Note, too, Theodore’s association with the Edessa- Harrān area athwart
the Fertile Crescent highway from Alexandria to Baghdad. This location not
only reminds us of other luminaries (Bardaisan, Ephrem of Nisibis, Sergius
of Reshʿaina, and two more Nisibenes, Ibn Hawqal and Elias bar Shenaya)
we have encountered on these supposed East- West/North- South peripheries
between Sasanids/caliphs and Rome, but really at the very center of the Eur-
asian Hinge. It also makes Theodore easy to integrate into the schematic Ara-
bic narrative of how ancient learning passed to its Muslim heirs. Theodore
fits well into the milieu of Christian Syrian translators of Greek texts, and as
a bishop was the absolute insider who knew where to get his hands on the
sought- after manuscripts of Aristotle and the other ancients. If he has yet to
find his due place in modern versions of this story, we can put that down to
Islamic scholars’ continuing allerg y to Christian Arabic.
Arabic Aristotelianism
The Fertile Crescent was the most intellectually accessible and stimulating
region for the new religion of Islam and its nascent Arabic culture to claim as
its own.
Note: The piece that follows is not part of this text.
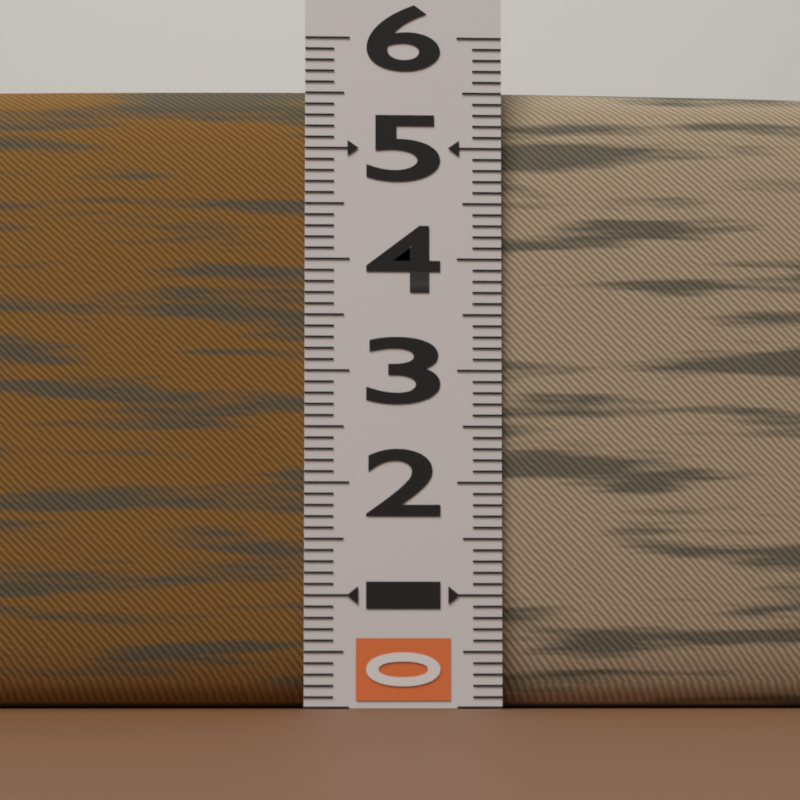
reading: 5.6 (no unit)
And if the Mountain Arena was the geographical hinge of the world
which concerns us, the seventh and eighth centuries—essentially the
Umayyad and early Abbasid period—were its narrative, political, and intel-
lectual hinge, when the old Greek and Christian tradition entered an ad-
vanced stage of maturation, not least in the minds of Syriac scholars, while
tremendous new forces from Arabia were brought to bear on that synthe-
sis.^123 The durability of city life in early Islamic Syria has preoccupied recent
scholarship, but not the period’s intellectual dynamism. The distance be-
121 P. Vallat, Farabi et l’École d’Alexandrie (Paris 2004) 23 esp. n. 8; Griffith, Church in the shadow
of the Mosque [5:119] 61. J. Lameer, Al- Fārābī and Aristotelian syllogistics (Leiden 1994) 3–4, rejects the
theory that Theodore translated the Prior analytics into Arabic. See further S. K. Samir (tr. J. P. Monferrer
Sala), Abū Qurrah (Cordoba 2005) 97–100, 110–11.
122 See below pp. 186–87; and compare S. T. Keating, Defending the ‘People of Truth’ in the early
Islamic period: The Christian apologies of Abū Rāʾitah (Leiden 2006), on a similarly oriented miaphysite
contemporary of Theodore.
123 On the Umayyads’ neglected contribution to the formation of Muslim identity, see F. M. Don-
ner, “Umayyad efforts at legitimation,” and C. Décobert, “Notule sur le patrimonialisme omeyyade,” in
Borrut and Cobb (eds), Umayyad legacies [4:123] 187–253.